At list price, monthly cash flow is $390 ($5k/yr) — positive.
The deal already cash-flows at list — no discount required.
Meets the 1% rule at list price ($826 rent vs $43k).
It's been on market 34 days — a 3% lower offer ($42k) is reasonable based on typical stale-listing flexibility.
Recommended offer: $42k (3.0% below list) — sets the bar for market timing.
Local home prices are declining (-3.0%/yr); year-one equity from $297 of loan paydown is wiped out by about $1k of value loss. Plan a longer hold.
Location reads 65/100 on livability (#313 in IN) — a middle-class / working-renter tenant base. Strengths: cost of living A+, housing A+; Watch: health & safety C-, crime D+, schools D-.
Fayette County School Corporation (town): math 29% / reading 40% proficiency, ranked #206 of 301 in IN (top 68%) — families likely to look elsewhere, expect single-tenant / working-renter base with shorter leases.
Watch-outs: built in 1930 — expect roof / HVAC / electrical / plumbing capex.
Market conditions: 172 active listings in the ZIP; 2 comparable units currently listed for rent nearby; 20 units permitted in Fayette County in 2024 (0 in 5+ unit buildings).
Fayette County population projected at -26% by 2050 — secular population decline; favor cash flow + early exit over multi-decade hold.
4 sale attempts since 9y ago; this cycle's ask has dropped $12k (22%) from the opening price — seller is motivated, your offer sets the floor, not the list.
Current owner paid $36k; 19% above their basis — modest negotiation headroom, anchor on the comps not their cost.
At projected returns (-3.0% appreciation + 3.0% rent growth), your $12k cash investment doubles in ~4 years — after that, you're playing with house money.

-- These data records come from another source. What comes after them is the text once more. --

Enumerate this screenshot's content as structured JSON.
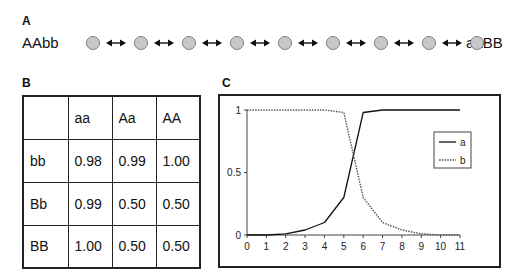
{
  "panels": {
    "a": {
      "label": "A",
      "left_genotype": "AAbb",
      "right_genotype": "aaBB",
      "node_count": 9,
      "connector_icon": "double-arrow"
    },
    "b": {
      "label": "B",
      "table": {
        "columns": [
          "",
          "aa",
          "Aa",
          "AA"
        ],
        "rows": [
          {
            "header": "bb",
            "values": [
              "0.98",
              "0.99",
              "1.00"
            ]
          },
          {
            "header": "Bb",
            "values": [
              "0.99",
              "0.50",
              "0.50"
            ]
          },
          {
            "header": "BB",
            "values": [
              "1.00",
              "0.50",
              "0.50"
            ]
          }
        ]
      }
    },
    "c": {
      "label": "C"
    }
  },
  "chart_data": {
    "type": "line",
    "title": "",
    "xlabel": "",
    "ylabel": "",
    "x": [
      0,
      1,
      2,
      3,
      4,
      5,
      6,
      7,
      8,
      9,
      10,
      11
    ],
    "series": [
      {
        "name": "a",
        "style": "solid",
        "values": [
          0,
          0,
          0.01,
          0.04,
          0.1,
          0.3,
          0.98,
          1,
          1,
          1,
          1,
          1
        ]
      },
      {
        "name": "b",
        "style": "dotted",
        "values": [
          1,
          1,
          1,
          1,
          1,
          0.98,
          0.3,
          0.1,
          0.04,
          0.01,
          0,
          0
        ]
      }
    ],
    "xticks": [
      "0",
      "1",
      "2",
      "3",
      "4",
      "5",
      "6",
      "7",
      "8",
      "9",
      "10",
      "11"
    ],
    "yticks": [
      "0",
      "0.5",
      "1"
    ],
    "xlim": [
      0,
      11
    ],
    "ylim": [
      0,
      1
    ],
    "grid": false,
    "legend": {
      "position": "right",
      "entries": [
        "a",
        "b"
      ]
    }
  }
}
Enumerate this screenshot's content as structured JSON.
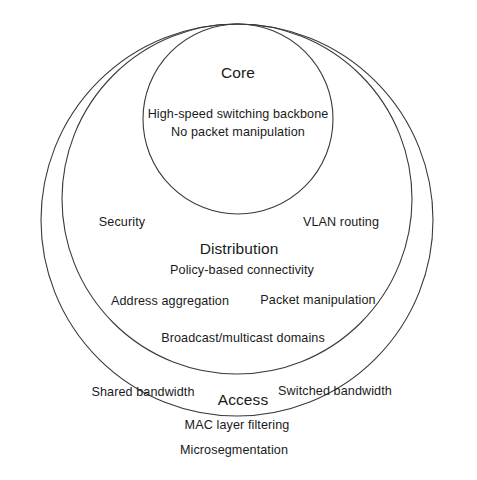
{
  "diagram": {
    "type": "concentric-circles",
    "stroke_color": "#3a3a3a",
    "background_color": "#ffffff",
    "layers": [
      {
        "id": "core",
        "heading": "Core",
        "heading_x": 238,
        "heading_y": 73,
        "ring": {
          "cx": 238,
          "cy": 119,
          "r": 95
        },
        "items": [
          {
            "text": "High-speed switching backbone",
            "x": 238,
            "y": 114
          },
          {
            "text": "No packet manipulation",
            "x": 238,
            "y": 132
          }
        ]
      },
      {
        "id": "distribution",
        "heading": "Distribution",
        "heading_x": 239,
        "heading_y": 249,
        "ring": {
          "cx": 237,
          "cy": 199,
          "r": 175
        },
        "items": [
          {
            "text": "Security",
            "x": 122,
            "y": 222
          },
          {
            "text": "VLAN routing",
            "x": 341,
            "y": 222
          },
          {
            "text": "Policy-based connectivity",
            "x": 242,
            "y": 270
          },
          {
            "text": "Address aggregation",
            "x": 170,
            "y": 301
          },
          {
            "text": "Packet manipulation",
            "x": 318,
            "y": 300
          },
          {
            "text": "Broadcast/multicast domains",
            "x": 243,
            "y": 338
          }
        ]
      },
      {
        "id": "access",
        "heading": "Access",
        "heading_x": 243,
        "heading_y": 400,
        "ring": {
          "cx": 237,
          "cy": 220,
          "r": 196
        },
        "items": [
          {
            "text": "Shared bandwidth",
            "x": 143,
            "y": 392
          },
          {
            "text": "Switched bandwidth",
            "x": 335,
            "y": 391
          },
          {
            "text": "MAC layer filtering",
            "x": 237,
            "y": 425
          },
          {
            "text": "Microsegmentation",
            "x": 234,
            "y": 450
          }
        ]
      }
    ]
  }
}
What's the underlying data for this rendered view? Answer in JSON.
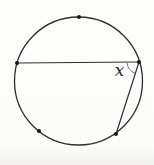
{
  "figure": {
    "width": 154,
    "height": 165,
    "background": "#fdfdfc",
    "stroke_color": "#2e2e2e",
    "point_color": "#161616",
    "angle_arc_color": "#6a6a6a",
    "circle": {
      "cx": 78.5,
      "cy": 81,
      "r": 64
    },
    "points": [
      {
        "name": "top-point",
        "x": 79,
        "y": 17
      },
      {
        "name": "left-chord-point",
        "x": 17,
        "y": 63
      },
      {
        "name": "vertex-point",
        "x": 139,
        "y": 62
      },
      {
        "name": "bottom-left-point",
        "x": 39,
        "y": 131
      },
      {
        "name": "bottom-right-point",
        "x": 116,
        "y": 134
      }
    ],
    "chords": [
      {
        "name": "long-chord",
        "from": "left-chord-point",
        "to": "vertex-point"
      },
      {
        "name": "short-chord",
        "from": "vertex-point",
        "to": "bottom-right-point"
      }
    ],
    "angle": {
      "vertex": "vertex-point",
      "rays_to": [
        "bottom-right-point",
        "left-chord-point"
      ],
      "arc_radius": 12,
      "label": "x",
      "label_x": 119.5,
      "label_y": 75.5
    }
  }
}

Cap rate 17.2% vs local median 4.9% in Connersville — top-decile yield for the area; either an underpriced asset or a hidden risk that comps aren't pricing in. Stress-test before assuming the spread holds.
Questions for listing agent
It's been on market 34 days. Have you received any prior offers? Is the seller open to a 3% concession, seller financing, or rate buy-down credit?
Built in 1930 — when were the roof, HVAC, electrical panel, plumbing, and water heater last replaced?
Is there a deadline driving the sale (1031 exchange, divorce, estate, relocation)? That informs how much negotiation room exists.
Schools are D-rated, which usually means shorter tenancies and higher turnover. Who's the typical renter profile here, and what's been the actual vacancy rate?
Crime grade is D in this area — have there been break-ins, vandalism, or insurance claims at this property in the last 3 years? What carrier currently insures it and at what premium?
What's the average days-on-market for RENTAL listings here right now (not sales)? A rising rental-DOM trend means longer vacancies and softer asking-rent achievability than the comps imply.
What's the recent tenant-quality profile in this submarket — average credit score on applications, eviction rate, late-payment / NSF rate, and stable-employment percentage? A property-management company in the area should have these aggregated.
How much new for-sale + rental construction is in the pipeline within 1–3 miles? Heavy new supply typically softens prices + rents 12–24 months out; constrained supply supports both.